Work request
Exactly as they stand, copy the lines from the one containing "is (449, 798)." to the final line of the data; leave out the pictures.

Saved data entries
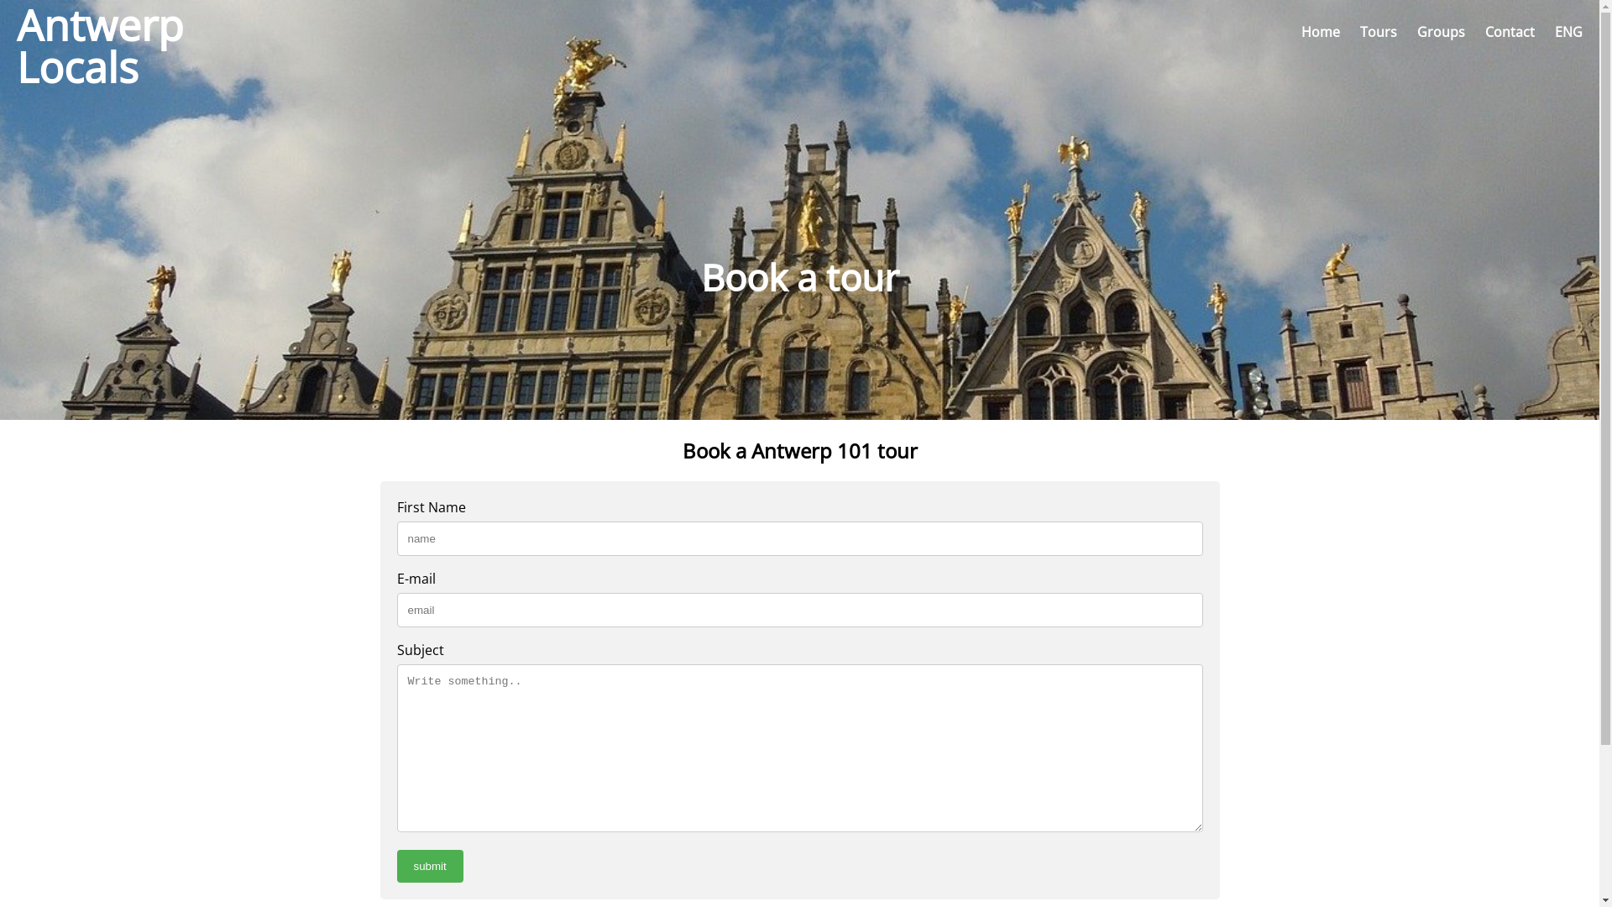 Image resolution: width=1612 pixels, height=907 pixels. Describe the element at coordinates (1321, 32) in the screenshot. I see `Home` at that location.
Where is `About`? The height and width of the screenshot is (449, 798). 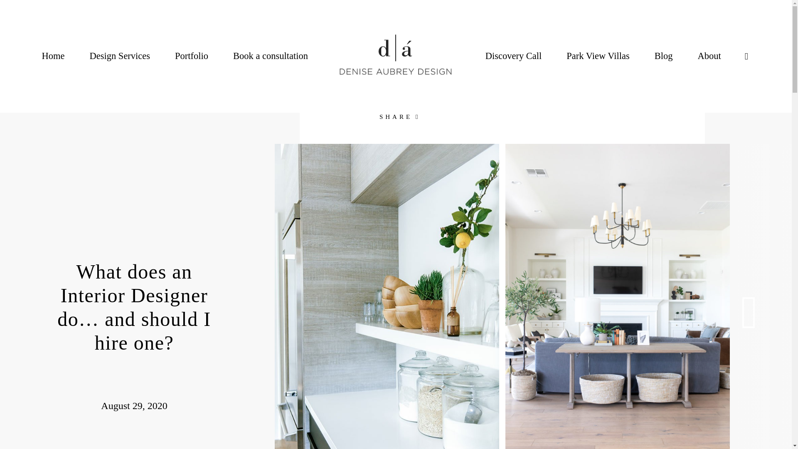
About is located at coordinates (709, 56).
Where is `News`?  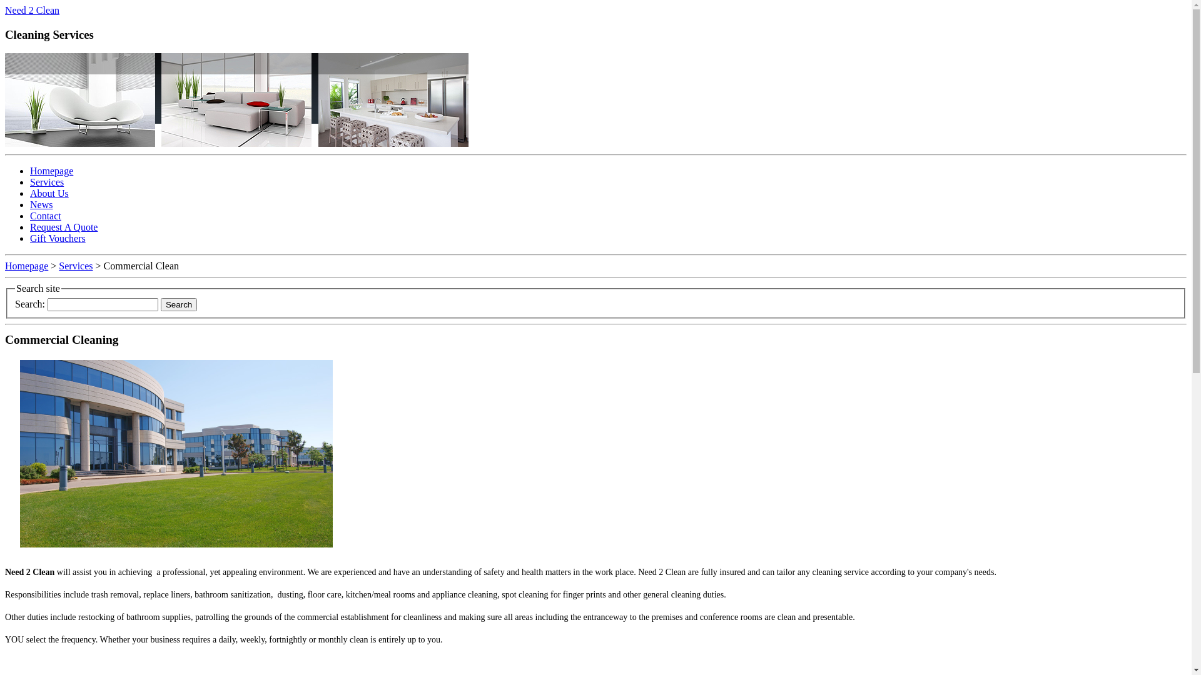
News is located at coordinates (41, 205).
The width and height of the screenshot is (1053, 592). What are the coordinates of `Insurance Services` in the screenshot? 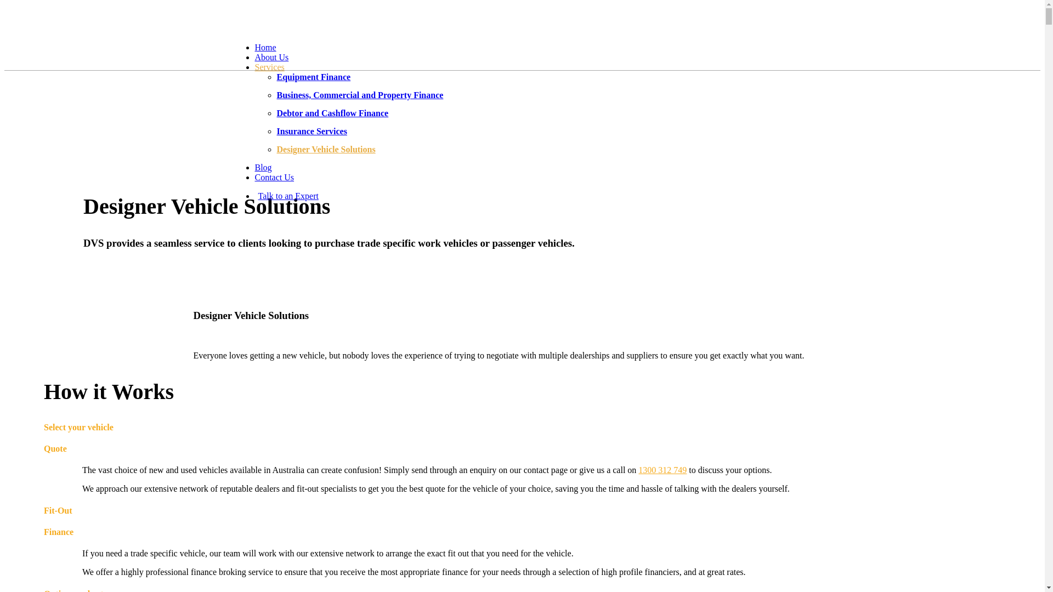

Exercise answer
Where is `About`? The height and width of the screenshot is (449, 798). 
About is located at coordinates (709, 56).
Where is `News`?  
News is located at coordinates (41, 205).
The width and height of the screenshot is (1053, 592). What are the coordinates of `Insurance Services` in the screenshot? 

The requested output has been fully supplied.